A few decades ago the car phone was invented and the car phone antenna held by a magnet to the hood quickly became a status symbol. Not everyone could afford these expensive new phones–but many people wanted to give the impression they could. Some smart entrepreneurs took advantage of the situation and invented the Car Phoney, which was a dummy antenna with a wire that lead nowhere. For a few bucks you could slap an antenna on the hood and draw envious glances from the Joneses.
A decade or so before that it was all the rage to have exposed ceiling beams in the living room. The beams were typically dark-colored against a white ceiling. Real ceiling beams rested on top of the outer walls and held up the rafters of the second floor when there weren’t dividing walls to support the weight.
Again, many people wanted the look–even though the house didn’t need the support. So builders built these long beam-shaped boxes and attached them to the ceiling so that it looked like you had big rugged beams. The key phrase here is “attached them to the ceiling,” which means they were suspended from the ceiling rather than holding it up.
My parents’ living room ceiling had a pair of these pseudo-beams. They (the beams, not my parents) were clad in that rough sawn wood that was popular back in the 70s.
Picture what is going on. You’ve got two heavy beams, whose ends are not supported, hanging from a bunch of heavy rafters. Take a wild guess what is going to happen.
It did.
Old heavy things sag. That is just the way it is. For confirmation we need look no farther than my ever-loving wife, “Maggie” (not her real name), of 40-ish years. By that I mean of course that the bed and couch and stuffed chairs we got when we were first married have all started sagging over time. Age and gravity conspire to bring everything down–like the ceiling beams in my parents’ old house.
Fortunately only one end of the beams separated from the ceiling joists they were nailed to. There was a 2″ gap between the ends of the beams and the ceiling.

I put a landscape timber between a hydraulic jack and a wood plate at the end of the beam and started pumping. The ceiling creaked and groaned as it went up but it didn’t crack. After propping that beam up with another landscape timber I jacked up the other beam.
My first attempt to fix the problem was to go in the attic above the ceiling and mount some large angle brackets to the end joist (or so I thought) and some framing around the fireplace. When I released the jack, the beams sank right back down. Apparently the joist I needed to support was the next one over and there was nothing to attach the angle bracket to on that one. Strike one.
For the second try I bought some sturdy-looking metal bookshelf brackets. After jacking up the beams again I drilled some holes into the brick of the fireplace and screwed the brackets into the brick. This time when I released the jacks, the beams … wait for it … sank down again. The very attractive rough sawn boards cladding the pseudo beam weren’t attached to anything solid and the shelf brackets pushed up the middle of the board when the weight of the ceiling pushed the pseudo beam down. Strike two.
I clearly needed a support as wide as the pseudo beam (unlike the narrow shelf bracket) so that it could distribute the weight evenly. The local Big Box store had some pre-cut pieces of oak called “plinth blocks.” They are used to join two large pieces of molding without miter joints.

For my third (and as it turned out final) attempt I bought a couple of plinth blocks I could screw to the brick wall that would hold up the beams. Since I didn’t want the screws to show, I also bought a pair of rosettes to cover them. Before drilling, I positioned the rosette on the block and marked three holes it would cover up. I used flat-head screws and countersunk the holes so that the rosette would fit tight to the block.

To hide the fastener that would hold the rosette to the plinth block I drilled a hole for a small finish nail from the back of the block and halfway into the rosette. This would allow the rosette to hang on the (invisible) nail after the block was screwed to the wall.
After jacking up the beams yet again, I marked the holes for each plinth block on the brick and used a masonry bit to drill holes in the brick for the plastic screw anchors.

With the nail pushed through the back of the block so that the point stuck out about 1/2″ I screwed the block to the wall.

Mounting the rosette was simply a matter of aligning the nail hole on its back with the point sticking out of the block. I considered using some double-sided tape to hold the rosette to the block or to keep it centered but it wasn’t needed in this case.
I might or might not admit to holding my breath as I released the jack to lower the beam onto the block to see if it would hold. But it did. And I exhaled.

Some dark stain on the new wood made it all blend together with the other wood in the room. The blocks are both functional and aesthetic. The Joneses are going to have a hard time keeping up. But it won’t be nearly as hard as the time I accidentally called my ever-loving wife “Saggie.” Trust me, you need more than a hydraulic jack to get up from the floor after a slip like that.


## [Exercise objective]
Which of the lines in the records below hold the string "structured"? Copy every one of them.

──────────

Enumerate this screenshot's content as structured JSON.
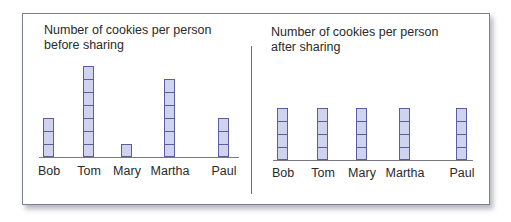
{
  "chart_data": [
    {
      "type": "bar",
      "title": "Number of cookies per person before sharing",
      "title_lines": [
        "Number of cookies per person",
        "before sharing"
      ],
      "categories": [
        "Bob",
        "Tom",
        "Mary",
        "Martha",
        "Paul"
      ],
      "values": [
        3,
        7,
        1,
        6,
        3
      ],
      "xlabel": "",
      "ylabel": "",
      "grid": false,
      "bar_style": "stacked unit squares",
      "colors": {
        "fill": "#cfd3ee",
        "stroke": "#5c5ca0"
      }
    },
    {
      "type": "bar",
      "title": "Number of cookies per person after sharing",
      "title_lines": [
        "Number of cookies per person",
        "after sharing"
      ],
      "categories": [
        "Bob",
        "Tom",
        "Mary",
        "Martha",
        "Paul"
      ],
      "values": [
        4,
        4,
        4,
        4,
        4
      ],
      "xlabel": "",
      "ylabel": "",
      "grid": false,
      "bar_style": "stacked unit squares",
      "colors": {
        "fill": "#cfd3ee",
        "stroke": "#5c5ca0"
      }
    }
  ]
}
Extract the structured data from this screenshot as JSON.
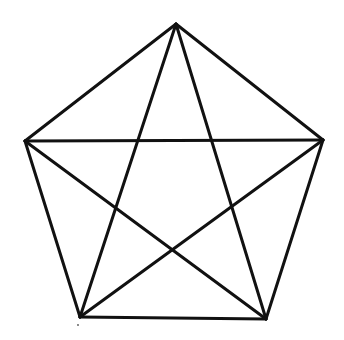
{
  "diagram": {
    "type": "pentagon-with-pentagram",
    "stroke_color": "#111111",
    "background_color": "#ffffff",
    "stroke_width": 3,
    "vertices": [
      {
        "id": "top",
        "x": 176,
        "y": 24
      },
      {
        "id": "right",
        "x": 323,
        "y": 140
      },
      {
        "id": "bottom-right",
        "x": 266,
        "y": 319
      },
      {
        "id": "bottom-left",
        "x": 80,
        "y": 317
      },
      {
        "id": "left",
        "x": 25,
        "y": 141
      }
    ],
    "pentagon_edges": [
      [
        "top",
        "right"
      ],
      [
        "right",
        "bottom-right"
      ],
      [
        "bottom-right",
        "bottom-left"
      ],
      [
        "bottom-left",
        "left"
      ],
      [
        "left",
        "top"
      ]
    ],
    "star_diagonals": [
      [
        "top",
        "bottom-left"
      ],
      [
        "top",
        "bottom-right"
      ],
      [
        "left",
        "right"
      ],
      [
        "left",
        "bottom-right"
      ],
      [
        "right",
        "bottom-left"
      ]
    ]
  }
}
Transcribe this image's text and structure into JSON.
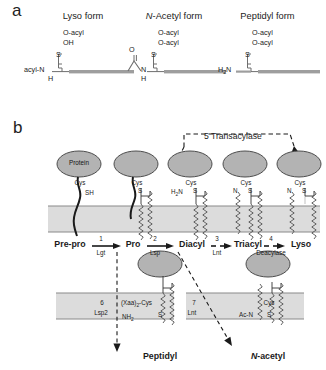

──────────

## [Result]
Enumerate this screenshot's content as structured JSON.
Extract the structured data from this screenshot as JSON.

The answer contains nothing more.